The threat comes from every action-fish farming, desalination plant construction. Shipping cable laying and what not.

Are we going to end up increasing the cost of cleaning our oceans much more than what we can actually harvest?

India is not the only country going after ocean exploration

This effort is not unique as almost all the Great Powers have intensified their pursuit of dominating the maritime domain. All of the major powers are running behind maritime exploration for their own vested interests.

Russia is working out New shipping routes in the Arctic, where summer sea ice has shrunk by about two-thirds over three decades. The northern sea route (NSR) along Russia’s edge, which is likely to be free of ice helped by global temperature changes, can reduce the sailing distance between Asian ports and northern Europe by 40 percent.

China’s Intent in the South China Sea is not hidden. The significance of this region lies in terms of increasingly imposed conflict over control of resources, high population density, maritime trade routes, and as the fastest-growing economic region in the world. The region consists of the South China Sea which is located in the Central Indo-Pacific region. It consists of the Strait of Malacca, Sunda Strait, and Lombok Strait – routes that are vital for global trade.

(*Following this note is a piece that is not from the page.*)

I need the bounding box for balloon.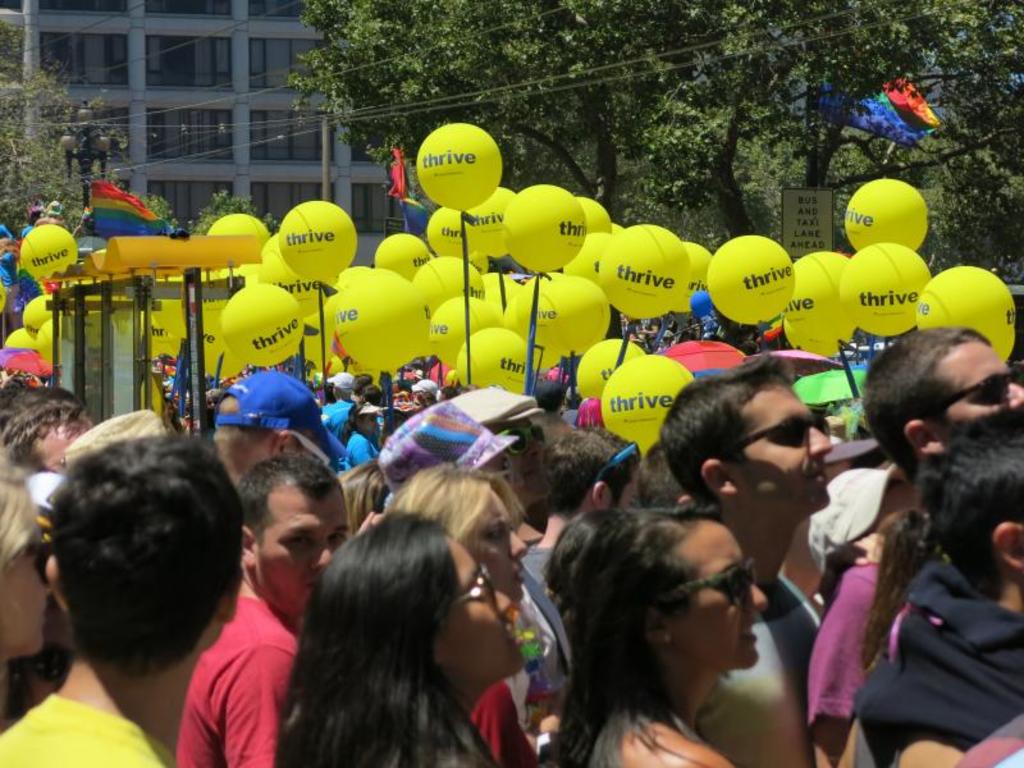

Chinese are in direct confrontation in the South China Sea so much so that The Chinese regime claims that it has historical ownership over nearly the entire region. China is increasingly expanding its geopolitical reach in Asia and beyond by the use of trade and military with an ostensible aim of controlling the entire resources of the South China Sea, its deep seas along with its trade routes. China not only has a hold over Hambantota port (Sri Lanka), which is just a few hundred miles off the shores of India. China is supplying military equipment to India’s neighbors such as submarines to Myanmar, a frigate to Sri Lanka, equipment to Bangladesh and Thailand, thus, in a way, colonizing the entire region.

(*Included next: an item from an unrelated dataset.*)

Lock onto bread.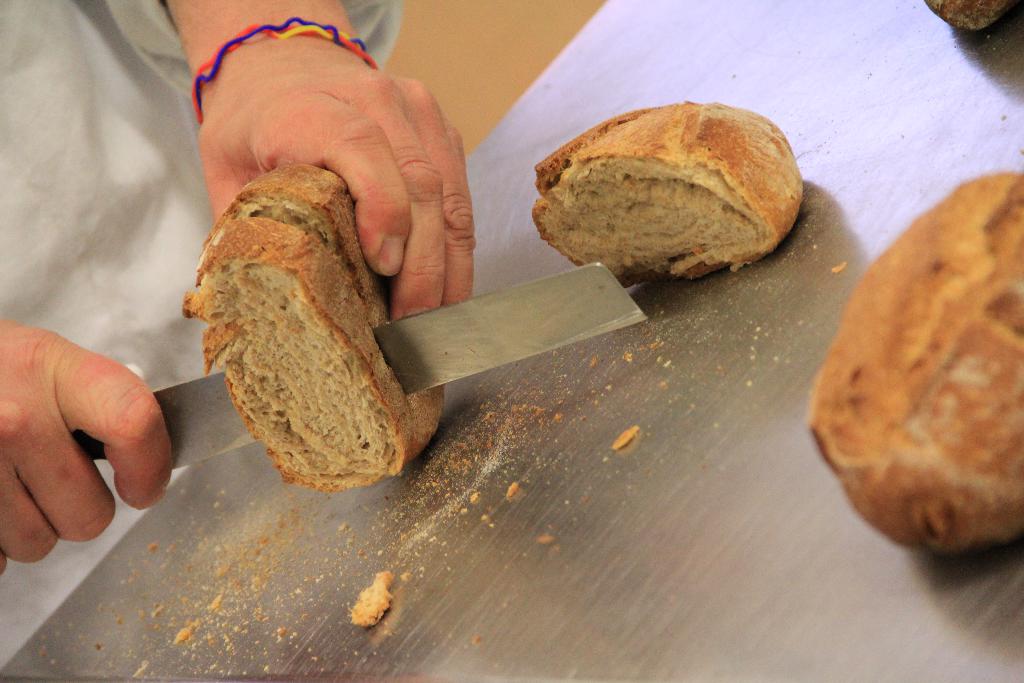
Locked: pyautogui.locateOnScreen(528, 97, 799, 281).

India has no option but to develop deep-sea technology

For India to tackle Chinese dominance in deep-sea exploration, REE, and in the South China Sea, India not only needs to have a maritime alliance with QUAD but also share the know-how related to anti-submarine activities, develop the infrastructure to deploy more and larger warships and explore the entire maritime domain with a different intent, different technology, different strategy, and different approach altogether. It is a necessity for India to control maritime waters and develop multidimensional technologies for making its presence felt in the maritime domain.

Word of caution

True, if India does not wake up now, the Chinese with all their posturing and intent will dent the peace of mankind and the Indian Ocean community led by India in a severe manner. However, we cannot willfully keep damaging our oceans in this race to be secure, powerful, and be just ahead. In this pursuit, are we not creating a new recipe for loss and a new background for a Copenhagen-type summit but for the Oceans this time?

For India to be a geopolitical power, economic power to be a Vishva guru only geopolitical aspects, economic and technology aspects are not important but also its environmental and sustainability aspects. India cannot be a true leader without innovation in blending all approaches together. India needs to rethink its approach towards a new soft power as it has always been so…but this time blending everything together.